Christopher Krebs was dismissed from his role as the first-ever director of the Cybersecurity and Infrastructure Security Agency (CISA) after he and his team debunked claims made by Trump and his allies of hacking, or of votes being deleted, lost, changed or compromised.
On Monday, Trump’s campaign lawyer Joseph diGenova called Krebs an “idiot” telling The Howie Carr Show, that he should “be drawn and quartered,” and “taken out at dawn and shot” in a comment he has since downplayed as light-hearted.
Krebs wrote in an op-ed for The Washington Post: “A lawyer for the president’s campaign plainly stated that I should be executed. I am not going to be intimidated by these threats from telling the truth to the American people.”
In the piece, Krebs described how he had been drawn to take the role out of a sense of civic duty to protect American democracy following “brazen” interference by Russia in the 2016 election.
He said his team at CISA had worked with state and local election officials as well as the private sector to make sure machines and systems supporting the election were protected from hacking.
Establishing the Elections Infrastructure Information Sharing and Analysis Center helped states and jurisdictions share security-related information, he said.
He also wrote that the phasing out of Direct Recording Electronic machines, or DREs, which did not generate paper records for individual votes, helped with the auditing of the election.
The number of expected votes cast with a paper ballot had moved to above 90 percent, including the traditional battleground states, he added.
“My understanding is that in the 2020 results, no significant discrepancies attributed to manipulation have been discovered in the post-election canvassing, audit and recount processes,” Krebs wrote.
“This point cannot be emphasized enough,” he continued, referring to how secretaries of state in Georgia, Michigan, Arizona, Nevada and Pennsylvania, and officials in Wisconsin had ensured there was an auditable paper trail.
Krebs said the recount in Georgia, which involved a full hand recount, matched the computer-based account and so debunked claims of fraud.
“That’s why Americans’ confidence in the security of the 2020 election is entirely justified,” he wrote.
“The 2020 election was the most secure in U.S. history. This success should be celebrated by all Americans, not undermined in the service of a profoundly un-American goal,” he added.
Newsweek has contacted the Trump campaign for comment.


What is the number of lines in the data below that contain "every"? Reply with the number only.

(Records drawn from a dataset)
****************************************

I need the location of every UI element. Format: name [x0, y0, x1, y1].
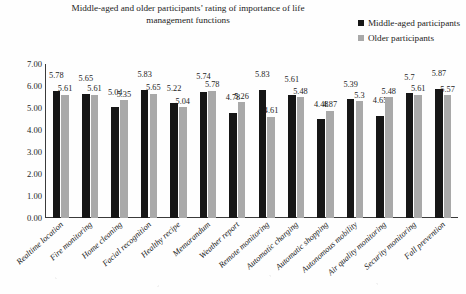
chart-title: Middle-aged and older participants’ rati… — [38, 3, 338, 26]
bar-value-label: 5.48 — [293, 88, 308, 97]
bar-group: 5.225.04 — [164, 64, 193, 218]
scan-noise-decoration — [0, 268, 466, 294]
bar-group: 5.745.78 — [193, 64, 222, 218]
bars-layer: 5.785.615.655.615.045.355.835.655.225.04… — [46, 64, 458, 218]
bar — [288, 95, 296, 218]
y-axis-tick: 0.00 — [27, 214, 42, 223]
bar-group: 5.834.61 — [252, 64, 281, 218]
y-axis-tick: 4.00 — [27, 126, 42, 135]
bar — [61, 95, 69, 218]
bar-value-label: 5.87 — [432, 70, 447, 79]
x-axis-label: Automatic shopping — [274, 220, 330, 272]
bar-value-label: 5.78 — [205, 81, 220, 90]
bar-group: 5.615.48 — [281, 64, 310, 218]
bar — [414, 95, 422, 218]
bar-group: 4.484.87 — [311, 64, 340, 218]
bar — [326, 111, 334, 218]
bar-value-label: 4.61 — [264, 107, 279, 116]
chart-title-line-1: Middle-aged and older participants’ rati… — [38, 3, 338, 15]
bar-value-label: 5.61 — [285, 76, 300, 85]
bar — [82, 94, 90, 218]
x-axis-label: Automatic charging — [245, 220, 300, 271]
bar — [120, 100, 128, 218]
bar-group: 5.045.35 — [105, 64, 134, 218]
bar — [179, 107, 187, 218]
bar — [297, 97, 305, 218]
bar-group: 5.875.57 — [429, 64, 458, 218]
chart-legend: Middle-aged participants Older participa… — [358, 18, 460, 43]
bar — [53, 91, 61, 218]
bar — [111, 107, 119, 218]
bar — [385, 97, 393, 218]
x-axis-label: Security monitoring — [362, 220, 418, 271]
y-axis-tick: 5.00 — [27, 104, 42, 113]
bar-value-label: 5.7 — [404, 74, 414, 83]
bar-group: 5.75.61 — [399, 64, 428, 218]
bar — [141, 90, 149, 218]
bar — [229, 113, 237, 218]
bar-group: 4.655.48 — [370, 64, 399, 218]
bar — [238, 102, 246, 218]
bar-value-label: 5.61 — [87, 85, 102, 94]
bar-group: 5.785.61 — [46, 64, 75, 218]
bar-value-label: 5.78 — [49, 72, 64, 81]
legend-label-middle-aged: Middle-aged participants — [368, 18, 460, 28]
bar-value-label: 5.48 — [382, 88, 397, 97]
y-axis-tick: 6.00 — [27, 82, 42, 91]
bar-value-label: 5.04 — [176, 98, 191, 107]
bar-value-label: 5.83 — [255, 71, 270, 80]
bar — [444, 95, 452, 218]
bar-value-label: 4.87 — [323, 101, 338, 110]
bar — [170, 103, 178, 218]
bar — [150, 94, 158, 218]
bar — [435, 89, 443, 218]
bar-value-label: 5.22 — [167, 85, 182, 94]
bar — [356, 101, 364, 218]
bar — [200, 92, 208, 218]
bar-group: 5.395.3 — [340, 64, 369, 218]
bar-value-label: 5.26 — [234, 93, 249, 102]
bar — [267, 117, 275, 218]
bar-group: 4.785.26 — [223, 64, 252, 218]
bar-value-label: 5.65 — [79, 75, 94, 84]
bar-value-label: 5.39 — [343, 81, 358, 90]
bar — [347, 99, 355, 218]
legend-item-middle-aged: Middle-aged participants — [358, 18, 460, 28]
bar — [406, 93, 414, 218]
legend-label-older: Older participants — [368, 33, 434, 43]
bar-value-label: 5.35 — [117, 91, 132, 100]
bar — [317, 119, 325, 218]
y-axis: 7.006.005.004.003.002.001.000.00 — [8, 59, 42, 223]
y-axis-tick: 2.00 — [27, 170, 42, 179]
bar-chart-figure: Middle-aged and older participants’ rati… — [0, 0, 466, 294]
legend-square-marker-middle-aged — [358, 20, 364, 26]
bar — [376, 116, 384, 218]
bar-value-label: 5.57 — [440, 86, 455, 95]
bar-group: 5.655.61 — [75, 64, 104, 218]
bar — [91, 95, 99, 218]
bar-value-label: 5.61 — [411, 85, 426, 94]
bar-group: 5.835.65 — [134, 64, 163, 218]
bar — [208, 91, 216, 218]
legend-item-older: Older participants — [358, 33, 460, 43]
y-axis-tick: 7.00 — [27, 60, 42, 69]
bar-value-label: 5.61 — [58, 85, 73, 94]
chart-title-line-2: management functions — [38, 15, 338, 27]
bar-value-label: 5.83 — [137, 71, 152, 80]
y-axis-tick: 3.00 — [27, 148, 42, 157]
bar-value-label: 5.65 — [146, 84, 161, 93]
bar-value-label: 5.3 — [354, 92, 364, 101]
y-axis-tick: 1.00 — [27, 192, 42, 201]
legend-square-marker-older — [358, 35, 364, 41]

****************************************

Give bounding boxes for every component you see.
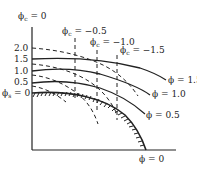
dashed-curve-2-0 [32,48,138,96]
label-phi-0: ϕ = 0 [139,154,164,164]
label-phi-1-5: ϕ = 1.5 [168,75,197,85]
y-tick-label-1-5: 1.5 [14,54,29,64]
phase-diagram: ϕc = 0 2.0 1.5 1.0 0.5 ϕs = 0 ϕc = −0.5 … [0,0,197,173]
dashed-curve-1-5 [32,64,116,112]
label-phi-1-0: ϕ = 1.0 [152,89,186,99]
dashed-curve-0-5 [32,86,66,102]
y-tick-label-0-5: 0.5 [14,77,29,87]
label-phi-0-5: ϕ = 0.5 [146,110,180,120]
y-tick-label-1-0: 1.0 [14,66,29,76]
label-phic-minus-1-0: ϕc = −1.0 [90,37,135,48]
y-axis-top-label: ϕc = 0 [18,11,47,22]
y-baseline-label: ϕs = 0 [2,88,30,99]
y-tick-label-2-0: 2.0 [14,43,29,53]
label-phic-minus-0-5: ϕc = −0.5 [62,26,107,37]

****************************************

- **Exercise response**:
2